The case housing the attitude control and CC&S electronics circuits was particularly sensitive because the critical units might fail above 130 degrees F. A special assembly was mounted on the face of this case; it consisted of eight movable, polished aluminum louvers, each actuated by a coiled, temperature-sensitive, bimetallic element. When the temperature rose, the elements acted as springs and opened the louvers. A drop in temperature would close them.

Structures and bracket assemblies external to the basic hexagon were gold plated if made of magnesium, or polished if aluminum. Thus protected, these items became poor thermal radiators as well as poor solar absorbers, making them relatively immune to solar radiation. External cabling was wrapped in aluminized plastic to produce a similar effect.

The solar panels were painted on the shaded side for maximum radiation control properties. Other items were designed so that the internal surfaces were as efficient radiators as possible, thus conserving the spacecraft’s heat balance.

THE SCIENTIFIC INSTRUMENTS

Four instruments were operated throughout the cruise and encounter modes of Mariner: a magnetometer, a solar plasma detector, a cosmic dust detector, and a combined charged-particle detector and radiation counter. Two radiometers were used only in the immediate vicinity of Venus.

These instruments are described in detail in [Chapter 8].

CHAPTER 4
THE LAUNCH VEHICLE

The motive power of Mariner itself was limited to a trajectory correction rocket engine and an ability, by means of gas jets, to keep its two critical faces pointing at the Sun and the Earth. Therefore, the spacecraft had to be boosted out of the Earth’s gravitational field and injected into a flight path accurate enough to allow the trajectory correction system to alter the course to deliver the spacecraft close enough to Venus to be within operating range of the scientific instruments.

The combined Atlas-Agena B booster system which was selected to do the job had a total thrust of about 376,000 pounds. With this power, Atlas-Agena could put 5,000 pounds of payload into a 345-mile orbit, propel 750 pounds on a lunar trajectory, or launch approximately 400 pounds on a planetary mission. This last capability would be taxed to the limit by the 447 pounds of the Mariner spacecraft.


• Task description:
The response must consist of each line in the listing that has the word "diagram" in it.

• Excerpted records:
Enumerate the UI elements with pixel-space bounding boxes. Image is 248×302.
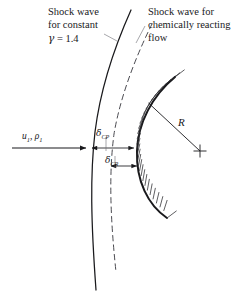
delta-cr-label: δCR [105,155,118,168]
blunt-body-surface [137,77,175,218]
caption-right-line2: chemically reacting [148,19,231,32]
caption-left-line2: for constant [48,19,99,32]
freestream-conditions-label: u1, ρ1 [22,131,43,144]
leader-line-constant-gamma [104,34,117,41]
caption-shock-wave-reacting-flow: Shock wave for chemically reacting flow [148,6,231,44]
radius-line [149,103,201,151]
delta-cp-subscript: CP [101,134,109,140]
caption-right-line1: Shock wave for [148,6,231,19]
caption-left-line1: Shock wave [48,6,99,19]
blunt-body-shock-wave-diagram: Shock wave for constant γ = 1.4 Shock wa… [0,0,248,302]
delta-cp-label: δCP [96,128,109,141]
gamma-value: = 1.4 [57,33,79,44]
delta-cr-subscript: CR [110,161,118,167]
caption-shock-wave-constant-gamma: Shock wave for constant γ = 1.4 [48,6,99,45]
radius-label: R [178,116,185,129]
diagram-canvas [0,0,248,302]
freestream-density-subscript: 1 [39,136,42,143]
caption-right-line3: flow [148,32,231,45]
leader-line-reacting-flow [136,26,145,43]
gamma-symbol: γ [48,32,54,44]
shock-wave-constant-gamma-curve [92,10,131,290]
caption-gamma-value: γ = 1.4 [48,32,99,46]
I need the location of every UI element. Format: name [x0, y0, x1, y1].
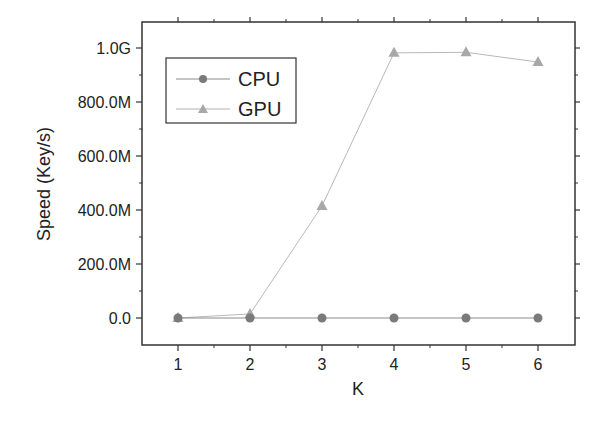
x-tick-label: 1: [174, 356, 183, 373]
y-tick-label: 600.0M: [78, 148, 131, 165]
triangle-marker-icon: [461, 46, 472, 56]
circle-marker-icon: [318, 314, 327, 323]
triangle-marker-icon: [389, 47, 400, 57]
y-tick-label: 400.0M: [78, 202, 131, 219]
y-tick-label: 1.0G: [96, 40, 131, 57]
y-tick-label: 0.0: [109, 310, 131, 327]
triangle-marker-icon: [317, 200, 328, 210]
x-axis-title: K: [352, 379, 364, 399]
x-tick-label: 4: [390, 356, 399, 373]
circle-marker-icon: [390, 314, 399, 323]
x-tick-label: 5: [462, 356, 471, 373]
x-tick-label: 2: [246, 356, 255, 373]
y-axis: 0.0200.0M400.0M600.0M800.0M1.0G: [78, 40, 580, 327]
circle-marker-icon: [174, 314, 183, 323]
x-tick-label: 3: [318, 356, 327, 373]
x-tick-label: 6: [534, 356, 543, 373]
y-axis-title: Speed (Key/s): [34, 127, 54, 241]
circle-marker-icon: [246, 314, 255, 323]
y-tick-label: 800.0M: [78, 94, 131, 111]
legend-label-gpu: GPU: [238, 98, 281, 120]
legend: CPU GPU: [166, 58, 296, 123]
circle-marker-icon: [462, 314, 471, 323]
chart: 0.0200.0M400.0M600.0M800.0M1.0G 123456 K…: [0, 0, 606, 425]
circle-marker-icon: [534, 314, 543, 323]
legend-label-cpu: CPU: [238, 68, 280, 90]
y-tick-label: 200.0M: [78, 256, 131, 273]
circle-marker-icon: [199, 75, 207, 83]
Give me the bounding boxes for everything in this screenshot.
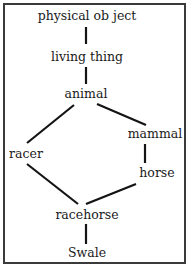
edge-animal-racer — [27, 105, 74, 143]
node-living-thing: living thing — [51, 50, 123, 64]
node-racer: racer — [9, 147, 43, 161]
node-swale: Swale — [68, 246, 106, 260]
node-racehorse: racehorse — [55, 208, 118, 222]
edge-animal-mammal — [97, 104, 146, 125]
edge-racer-racehorse — [27, 164, 78, 204]
node-mammal: mammal — [128, 127, 182, 141]
node-animal: animal — [65, 87, 108, 101]
node-horse: horse — [139, 166, 174, 180]
edge-horse-racehorse — [86, 184, 136, 204]
node-physical-object: physical ob ject — [38, 9, 137, 23]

• Exercise output:
blunt-body-shock-wave-diagram: Shock wave for constant γ = 1.4 Shock wa… [0,0,248,302]
diagram-canvas [0,0,248,302]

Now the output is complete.